Brentwood put his glasses back on his face and pushed them as far up his nose as they would go. His leg continued to keep time to some rhythm only he could sense. “I’m not at liberty to discuss—”
“Abigail had reported harassing phone calls to the police three days prior to her death,” Maggie broke in, recounting what she knew of the case. “The night of the murder, someone broke into her apartment. There was no sign of forced entry. She was quickly incapacitated by a blow to the head, then tied to her bed and stabbed repeatedly in an almost ritualistic fashion. You found no fingerprints, few fibers, and nothing that would let you point to a particular suspect with any certainty.”
James cleared his throat. “That was all in the papers,” he began, his manner still unfailingly polite.
“And here’s what wasn’t.” Moving quickly across the room, she sat on the edge of the chair across from him, the coffee table between them. “He used fishing line to tie her wrists and ankles. She was strangled, but that’s not what killed her. The cause of death was heavy blood loss due to several cuts on her abdomen arranged in a particular pattern resembling a grid.”
The detective’s leg stopped bouncing.
“Oh, and one more thing,” Maggie said. “He took something off her body—like a piece of jewelry or a scrap of clothing. It’s his trophy, Detective Brentwood. He’ll touch it and look at it and relive his crime over and over and over again. And when reliving it isn’t enough, he’ll find some other young woman and he’ll do the same thing all over again. Unless you’re there to stop him.”
Her macabre litany finished, Maggie sat back against the soft upholstery of the chair, feeling strangely tired. Ever since she’d read about Abigail Rhodes, she’d been so damn tired.
The detective stared at her for a long moment, then steepled his hands and brought them to his lips, resting his thumbs under his square chin.
“I told you she knew what she was talking about,” Adriana said behind him.
“Why is he so fixated on you? Will he come here?” the man finally said.
“Eventually,” Maggie replied. “He’ll kill me because he wants immortality.”
“Right,” James said. “Kill the woman who immortalized the Green River Killer, the Zodiac murders, Mohammed and Malvo, and you’d have yourself a hell of a biography.”
The three of them grew suddenly quiet, remaining motionless until Adriana started fishing inside her purse.
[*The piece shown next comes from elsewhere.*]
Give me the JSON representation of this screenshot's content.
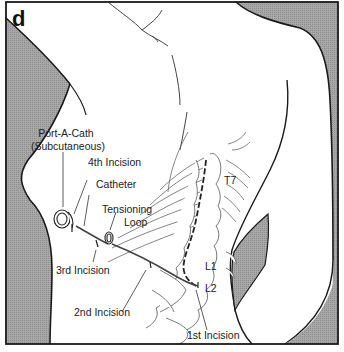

The sound of crinkling wrappers broke the silence, and then Addy shoved a piece of gum in her mouth and began snapping away. She tossed the pack on the table. “Nerves,” she explained. “Help yourselves.”
James patted her knee gently and then turned his focus back to Maggie. “What about these letters and numbers?”
“I think he might be keeping score,” she replied. “Ten murders for him, no leads for me. In New Orleans, I was on the task force that was trying to catch him.”